He learned from Vittorio De Sica and worked on 'The Mary Tyler Moore,' 'The Partridge Family' and 'The Wonder Years,' helming hundreds of episodes in all.

Peter Baldwin, an actor turned prolific Emmy-winning TV director with credits including The Mary Tyler Moore Show, Sanford and Son, Murphy Brown and The Wonder Years, has died. He was 86.

Baldwin died Sunday at his home in Pebble Beach, Calif., his son, Drew Baldwin, CEO of Tubefilter and creator and executive producer of the Streamy Awards, announced.

A former actor and contract player at Paramount Pictures, Baldwin cut his teeth behind the camera in Italy when he served as an assistant director under the legendary Vittorio De Sica on Woman Times Seven (1967) and A Place for Lovers (1968), which he also co-wrote.

After he returned to the U.S., producer Sheldon Leonard hired him to work on The Dick Van Dyke Show starting in 1964, launching his career as a TV director.

Baldwin went on to call the shots on more than 500 episodes of American television, on shows including Gomer Pyle: USMC, The Andy Griffith Show, The Doris Day Show, The Partridge Family, The Brady Bunch, The Bob Newhart Show, Happy Days, Chico and the Man, The Love Boat, Carter Country, Benson, Family Ties, Webster, ALF, Full House, Family Matters, WKRP in Cincinnati, Dream On, Blossom and Sabrina, the Teenage Witch.

Baldwin won his Emmy in 1989 for directing an episode of The Wonder Years. He was nominated again two years later for his work on that show and earlier was recognized for helming "Where There's Smoke, There's Rhoda," a great 1972 episode of The Mary Tyler Moore Show.

Baldwin also directed the Rodney Dangerfield comedy feature Meet Wally Sparks (1997) and produced the 1986 HBO movie As Summers Die, starring Bette Davis, Jamie Lee Curtis and Scott Glenn.

Peter DuBois Baldwin was born Jan. 11, 1931, in Winnetka, Ill., where he attended New Trier High School. During his senior year at Stanford University, he was discovered by a talent scout and signed by Paramount as one of its "Golden Circle" of newcomers, which at one time included William Holden, Patricia Morison, Susan Hayward and Robert Preston.

Baldwin then appeared in Billy Wilder's Stalag 17 (1953) — his character is shot by waiting guards as he and another prisoner emerge from a tunnel at the beginning of the movie — George Seaton's Little Boy Lost (1953) and Cecil B. DeMille's The Ten Commandments (1956).

After serving three years in the U.S. Navy as an air intelligence officer, Baldwin returned to Hollywood and was in Anthony Mann’s The Tin Star (1957) opposite Henry Fonda and Anthony Perkins, in Seaton’s Teacher’s Pet (1958), starring Clark Gable and Doris Day, and in the sci-fi cult classic I Married a Monster From Outer Space (1958).

Baldwin starred alongside Julie Harris on a national tour of the Broadway play The Warm Peninsula in 1958, then headed to Italy for starring roles in Roberto Rossellini’s Escape by Night (1960), Dino Risi’s Love in Rome (1960) and Francesco Rosi’s The Mattei Affair (1972).

He wrote, produced and co-directed Some Sort of Cage (1963), a docudrama about the Santa Monica rehab facility Synanon House that won first prize at the Venice Film Festival.

After he retired, Baldwin moved to Pebble Beach and served as a board member of the Monterey Bay Stanford Club, commodore and secretary of the Stillwater Yacht Club and on the board of directors of the Pacific Repertory Theatre in Carmel-by-the-Sea.

Baldwin was a rabid Chicago Cubs fan, and when his team finally won the World Series last year, he said, "I waited 85 years for this moment."

In addition to his son, survivors include his wife, Terry; daughters Amy and Eleonora; five grandchildren; and three great-grandchildren.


• Work task
Write out the data again in full, keeping every character the same.

(Records from a collection)
================

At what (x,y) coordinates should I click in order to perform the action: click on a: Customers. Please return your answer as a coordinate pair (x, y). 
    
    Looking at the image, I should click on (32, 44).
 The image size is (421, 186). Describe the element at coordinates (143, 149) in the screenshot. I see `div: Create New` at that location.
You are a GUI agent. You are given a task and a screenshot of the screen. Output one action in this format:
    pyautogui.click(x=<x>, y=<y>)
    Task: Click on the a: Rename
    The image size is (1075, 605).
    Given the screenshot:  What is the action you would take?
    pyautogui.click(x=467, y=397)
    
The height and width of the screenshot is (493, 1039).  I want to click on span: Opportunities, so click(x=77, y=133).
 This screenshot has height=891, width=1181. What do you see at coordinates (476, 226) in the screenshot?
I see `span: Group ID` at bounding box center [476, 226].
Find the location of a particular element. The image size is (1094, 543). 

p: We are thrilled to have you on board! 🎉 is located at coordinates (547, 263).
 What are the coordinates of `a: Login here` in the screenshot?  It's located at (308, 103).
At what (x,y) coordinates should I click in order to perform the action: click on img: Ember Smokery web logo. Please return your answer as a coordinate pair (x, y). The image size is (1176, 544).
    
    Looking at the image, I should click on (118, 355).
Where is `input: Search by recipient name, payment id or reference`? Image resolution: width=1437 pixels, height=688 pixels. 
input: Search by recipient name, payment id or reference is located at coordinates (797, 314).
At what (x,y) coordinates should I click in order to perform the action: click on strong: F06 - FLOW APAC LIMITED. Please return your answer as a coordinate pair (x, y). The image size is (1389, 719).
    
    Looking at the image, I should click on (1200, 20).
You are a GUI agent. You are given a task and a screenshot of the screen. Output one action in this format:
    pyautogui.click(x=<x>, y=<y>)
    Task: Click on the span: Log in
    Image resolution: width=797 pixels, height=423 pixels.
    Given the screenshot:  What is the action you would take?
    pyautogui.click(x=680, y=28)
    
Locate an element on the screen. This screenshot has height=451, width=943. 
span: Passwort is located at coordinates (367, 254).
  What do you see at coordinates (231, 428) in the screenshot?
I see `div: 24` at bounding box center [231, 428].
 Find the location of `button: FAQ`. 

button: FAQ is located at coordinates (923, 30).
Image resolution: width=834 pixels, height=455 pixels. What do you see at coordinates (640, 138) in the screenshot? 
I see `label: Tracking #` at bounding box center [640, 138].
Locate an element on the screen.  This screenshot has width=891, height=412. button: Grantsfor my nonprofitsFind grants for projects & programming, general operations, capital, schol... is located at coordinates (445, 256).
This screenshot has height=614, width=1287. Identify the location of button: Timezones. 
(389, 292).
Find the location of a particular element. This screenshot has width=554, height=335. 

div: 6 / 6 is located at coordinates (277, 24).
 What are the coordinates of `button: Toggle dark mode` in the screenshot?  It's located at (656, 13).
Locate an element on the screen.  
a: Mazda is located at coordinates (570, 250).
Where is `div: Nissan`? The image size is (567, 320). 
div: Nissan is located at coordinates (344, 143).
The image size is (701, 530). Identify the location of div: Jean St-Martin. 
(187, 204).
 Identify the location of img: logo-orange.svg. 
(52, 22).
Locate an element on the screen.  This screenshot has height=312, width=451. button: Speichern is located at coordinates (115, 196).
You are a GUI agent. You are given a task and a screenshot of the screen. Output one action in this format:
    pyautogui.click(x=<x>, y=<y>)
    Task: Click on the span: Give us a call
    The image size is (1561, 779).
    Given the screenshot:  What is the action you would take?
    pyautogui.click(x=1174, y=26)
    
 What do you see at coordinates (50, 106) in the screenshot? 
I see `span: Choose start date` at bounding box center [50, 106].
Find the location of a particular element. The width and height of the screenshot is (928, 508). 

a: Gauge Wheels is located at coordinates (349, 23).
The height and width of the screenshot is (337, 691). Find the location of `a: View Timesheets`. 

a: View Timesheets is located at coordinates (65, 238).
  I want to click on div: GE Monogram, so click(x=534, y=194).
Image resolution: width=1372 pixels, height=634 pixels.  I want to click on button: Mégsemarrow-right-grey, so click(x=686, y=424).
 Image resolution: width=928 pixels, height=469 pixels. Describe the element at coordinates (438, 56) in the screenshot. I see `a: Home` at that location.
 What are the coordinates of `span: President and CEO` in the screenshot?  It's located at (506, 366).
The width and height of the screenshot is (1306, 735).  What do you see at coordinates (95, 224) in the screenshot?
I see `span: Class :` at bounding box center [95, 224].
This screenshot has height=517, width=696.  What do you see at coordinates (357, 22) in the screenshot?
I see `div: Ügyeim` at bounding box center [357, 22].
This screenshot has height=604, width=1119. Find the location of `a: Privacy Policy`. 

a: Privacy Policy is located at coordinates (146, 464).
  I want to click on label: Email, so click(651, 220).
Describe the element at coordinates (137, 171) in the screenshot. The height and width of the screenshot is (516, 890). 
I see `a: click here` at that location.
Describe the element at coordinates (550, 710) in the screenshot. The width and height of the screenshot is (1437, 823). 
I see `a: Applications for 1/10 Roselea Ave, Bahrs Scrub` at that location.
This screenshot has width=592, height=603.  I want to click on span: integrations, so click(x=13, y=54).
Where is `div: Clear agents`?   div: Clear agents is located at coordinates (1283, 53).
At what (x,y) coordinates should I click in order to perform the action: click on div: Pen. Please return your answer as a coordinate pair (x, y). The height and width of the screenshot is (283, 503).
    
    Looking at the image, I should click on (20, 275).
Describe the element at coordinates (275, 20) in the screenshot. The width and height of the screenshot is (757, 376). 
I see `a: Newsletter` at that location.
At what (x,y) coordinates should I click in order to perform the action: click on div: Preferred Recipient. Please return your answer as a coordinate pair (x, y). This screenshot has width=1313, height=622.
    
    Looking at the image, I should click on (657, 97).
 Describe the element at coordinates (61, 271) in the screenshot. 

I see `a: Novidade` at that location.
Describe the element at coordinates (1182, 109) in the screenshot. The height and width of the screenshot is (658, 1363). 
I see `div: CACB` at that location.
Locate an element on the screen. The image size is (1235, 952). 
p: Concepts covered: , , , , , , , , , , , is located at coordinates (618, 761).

================

• Solved problem
At what (x,y) coordinates should I click in order to perform the action: click on a: Customers. Please return your answer as a coordinate pair (x, y). 
    
    Looking at the image, I should click on (32, 44).
 The image size is (421, 186). Describe the element at coordinates (143, 149) in the screenshot. I see `div: Create New` at that location.
You are a GUI agent. You are given a task and a screenshot of the screen. Output one action in this format:
    pyautogui.click(x=<x>, y=<y>)
    Task: Click on the a: Rename
    The image size is (1075, 605).
    Given the screenshot:  What is the action you would take?
    pyautogui.click(x=467, y=397)
    
The height and width of the screenshot is (493, 1039).  I want to click on span: Opportunities, so click(x=77, y=133).
 This screenshot has height=891, width=1181. What do you see at coordinates (476, 226) in the screenshot?
I see `span: Group ID` at bounding box center [476, 226].
Find the location of a particular element. The image size is (1094, 543). 

p: We are thrilled to have you on board! 🎉 is located at coordinates (547, 263).
 What are the coordinates of `a: Login here` in the screenshot?  It's located at (308, 103).
At what (x,y) coordinates should I click in order to perform the action: click on img: Ember Smokery web logo. Please return your answer as a coordinate pair (x, y). The image size is (1176, 544).
    
    Looking at the image, I should click on (118, 355).
Where is `input: Search by recipient name, payment id or reference`? Image resolution: width=1437 pixels, height=688 pixels. 
input: Search by recipient name, payment id or reference is located at coordinates (797, 314).
At what (x,y) coordinates should I click in order to perform the action: click on strong: F06 - FLOW APAC LIMITED. Please return your answer as a coordinate pair (x, y). The image size is (1389, 719).
    
    Looking at the image, I should click on (1200, 20).
You are a GUI agent. You are given a task and a screenshot of the screen. Output one action in this format:
    pyautogui.click(x=<x>, y=<y>)
    Task: Click on the span: Log in
    Image resolution: width=797 pixels, height=423 pixels.
    Given the screenshot:  What is the action you would take?
    pyautogui.click(x=680, y=28)
    
Locate an element on the screen. This screenshot has height=451, width=943. 
span: Passwort is located at coordinates (367, 254).
  What do you see at coordinates (231, 428) in the screenshot?
I see `div: 24` at bounding box center [231, 428].
 Find the location of `button: FAQ`. 

button: FAQ is located at coordinates (923, 30).
Image resolution: width=834 pixels, height=455 pixels. What do you see at coordinates (640, 138) in the screenshot? 
I see `label: Tracking #` at bounding box center [640, 138].
Locate an element on the screen.  This screenshot has width=891, height=412. button: Grantsfor my nonprofitsFind grants for projects & programming, general operations, capital, schol... is located at coordinates (445, 256).
This screenshot has height=614, width=1287. Identify the location of button: Timezones. 
(389, 292).
Find the location of a particular element. This screenshot has width=554, height=335. 

div: 6 / 6 is located at coordinates (277, 24).
 What are the coordinates of `button: Toggle dark mode` in the screenshot?  It's located at (656, 13).
Locate an element on the screen.  
a: Mazda is located at coordinates (570, 250).
Where is `div: Nissan`? The image size is (567, 320). 
div: Nissan is located at coordinates (344, 143).
The image size is (701, 530). Identify the location of div: Jean St-Martin. 
(187, 204).
 Identify the location of img: logo-orange.svg. 
(52, 22).
Locate an element on the screen.  This screenshot has height=312, width=451. button: Speichern is located at coordinates (115, 196).
You are a GUI agent. You are given a task and a screenshot of the screen. Output one action in this format:
    pyautogui.click(x=<x>, y=<y>)
    Task: Click on the span: Give us a call
    The image size is (1561, 779).
    Given the screenshot:  What is the action you would take?
    pyautogui.click(x=1174, y=26)
    
 What do you see at coordinates (50, 106) in the screenshot? 
I see `span: Choose start date` at bounding box center [50, 106].
Find the location of a particular element. The width and height of the screenshot is (928, 508). 

a: Gauge Wheels is located at coordinates (349, 23).
The height and width of the screenshot is (337, 691). Find the location of `a: View Timesheets`. 

a: View Timesheets is located at coordinates (65, 238).
  I want to click on div: GE Monogram, so click(x=534, y=194).
Image resolution: width=1372 pixels, height=634 pixels.  I want to click on button: Mégsemarrow-right-grey, so click(x=686, y=424).
 Image resolution: width=928 pixels, height=469 pixels. Describe the element at coordinates (438, 56) in the screenshot. I see `a: Home` at that location.
 What are the coordinates of `span: President and CEO` in the screenshot?  It's located at (506, 366).
The width and height of the screenshot is (1306, 735).  What do you see at coordinates (95, 224) in the screenshot?
I see `span: Class :` at bounding box center [95, 224].
This screenshot has height=517, width=696.  What do you see at coordinates (357, 22) in the screenshot?
I see `div: Ügyeim` at bounding box center [357, 22].
This screenshot has height=604, width=1119. Find the location of `a: Privacy Policy`. 

a: Privacy Policy is located at coordinates (146, 464).
  I want to click on label: Email, so click(651, 220).
Describe the element at coordinates (137, 171) in the screenshot. The height and width of the screenshot is (516, 890). 
I see `a: click here` at that location.
Describe the element at coordinates (550, 710) in the screenshot. The width and height of the screenshot is (1437, 823). 
I see `a: Applications for 1/10 Roselea Ave, Bahrs Scrub` at that location.
This screenshot has width=592, height=603.  I want to click on span: integrations, so click(x=13, y=54).
Where is `div: Clear agents`?   div: Clear agents is located at coordinates (1283, 53).
At what (x,y) coordinates should I click in order to perform the action: click on div: Pen. Please return your answer as a coordinate pair (x, y). The height and width of the screenshot is (283, 503).
    
    Looking at the image, I should click on (20, 275).
Describe the element at coordinates (275, 20) in the screenshot. The width and height of the screenshot is (757, 376). 
I see `a: Newsletter` at that location.
At what (x,y) coordinates should I click in order to perform the action: click on div: Preferred Recipient. Please return your answer as a coordinate pair (x, y). This screenshot has width=1313, height=622.
    
    Looking at the image, I should click on (657, 97).
 Describe the element at coordinates (61, 271) in the screenshot. 

I see `a: Novidade` at that location.
Describe the element at coordinates (1182, 109) in the screenshot. The height and width of the screenshot is (658, 1363). 
I see `div: CACB` at that location.
Locate an element on the screen. The image size is (1235, 952). 
p: Concepts covered: , , , , , , , , , , , is located at coordinates (618, 761).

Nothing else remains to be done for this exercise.